7 - 28.6.2025

luis pérez oramas e núcleo curatorial nara roesler star noise,

Tomás Saraceno

Foam SB 128/45b  2024

aço inoxidável com revestimento em pó, plexiglass iridescente e monofilamento

90 x 92 x 98 cm

about

Nara Roesler São Paulo is pleased to present Star Noise, a group exhibition curated by Luis Pérez-Oramas and the Nara Roesler Curatorial Project. The show brings together works by Abraham Palatnik, Amelia Toledo, Artur Lescher, Brígida Baltar, Bruno Dunley, Cao Guimarães, Heinz Mack, Julio Le Parc, Laura Vinci, Mônica Ventura, Paulo Bruscky, Rodolpho Parigi, Tomás Saraceno, and Tomie Ohtake.

According to the curators, the works in Star Noise form a metaphorical constellation that suggests the world of artistic forms might be understood in terms of resonant “fields,” akin to the reality unveiled to us by physics. These would be fields of “figurability,” where forms never cease to emerge, each carrying within it the resonance of other forms—a continuous exercise in updating the figural energy that constitutes them and is constantly shifting and transfiguring.

The starting point for the exhibition is the “music of the stars,” first heard, identified, and recorded on September 16, 1932, at 7:10 p.m., in the fields of New Jersey by Karl Jansky (1905–1950), a physicist and engineer specializing in radio waves. Working for Bell Telephone Laboratories, Jansky was tasked with investigating sources of static interference in transatlantic radiotelephone communications. To do so, he built a radio wave receiver and, over three years, identified three types of static: nearby thunderstorms, distant storms, and what he described as “a persistent hiss, also of static origin, whose source was unknown.” Using his rotating antenna, Jansky was able to determine the direction of these signals. The strange hiss occurred every 23 hours and 56 minutes—four minutes less than a solar day—corresponding to the duration of a sidereal day. The strongest signal, recorded on September 16, 1932, led him to suggest that its source was not within our solar system, but rather from the center of the Milky Way, in the constellation Sagittarius. A few days later, Jansky confirmed that the radio waves he had detected indeed came from the “center of gravity of the galaxy.”

Years later, in 1974, at the National Radio Astronomy Observatory, Bruce Balick and Robert Brown discovered the object at the center of the Milky Way from which the hiss originated: Sagittarius A*, the immense black hole 4.3 million times more massive than the sun, the result of a stellar collapse.

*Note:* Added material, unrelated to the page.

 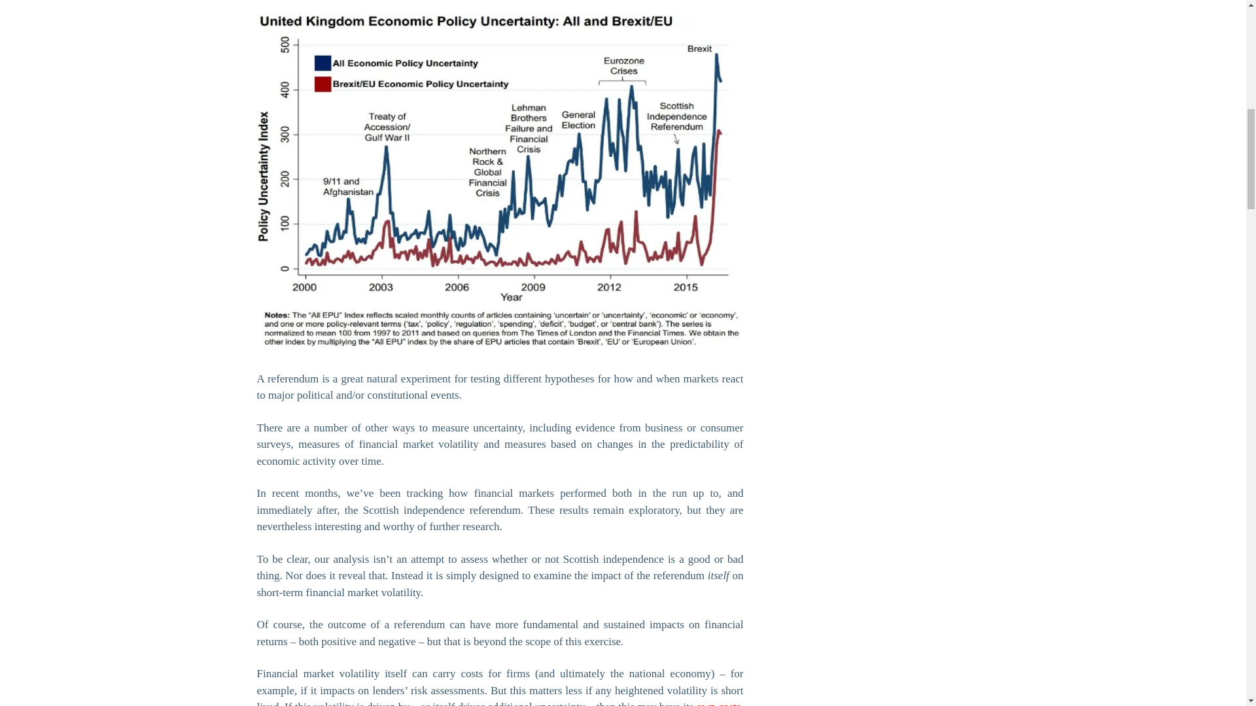 I want to click on own costs, so click(x=718, y=704).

The noise of the stars is the faint hiss of a sidereal past—the trace of original holocausts—that first reached us through Jansky’s antenna. Since then, other faint songs have been recorded: background cosmic resonances, or more recently, the subtle murmur of two massive black holes collapsing billions of years away—confirmation that gravitational waves exist in a space-time curved by the effect of astral masses. Yet even the most experienced scientists do not know what happens inside a black hole. Some believe that space and time may in fact dissolve there, losing all orientation.

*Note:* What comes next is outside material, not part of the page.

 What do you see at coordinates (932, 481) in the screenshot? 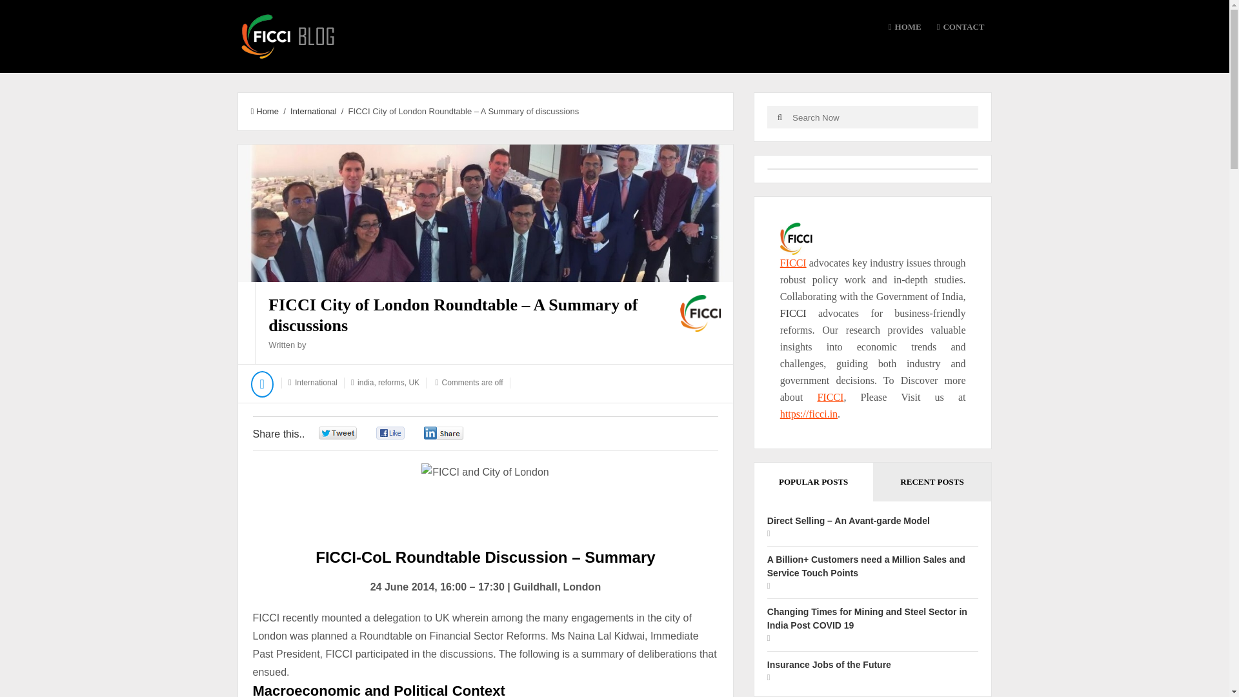
I see `RECENT POSTS` at bounding box center [932, 481].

Drawing from works by Laura Vinci, Abraham Palatnik, Tomás Saraceno, Tomie Ohtake, Bruno Dunley, Mônica Ventura, Artur Lescher, Cao Guimarães, Paulo Bruscky, Rodolpho Parigi, and Julio Le Parc, the exhibition seeks to suggest an analogous scene—one in which artworks act as objects that, like Jansky’s antennas, capture background resonances from their own figural fields. Whether by mimicking the appearance of technical devices (Saraceno, Vinci, Ventura, Lescher); presenting compositions that resemble representations or records of cosmic resonance (Le Parc, Dunley, Palatnik, Ohtake, Parigi); or including, with ironic undertones, references to radios and radio antennas (Guimarães, Bruscky), these works evoke the interplay between form and resonance, technology and metaphor.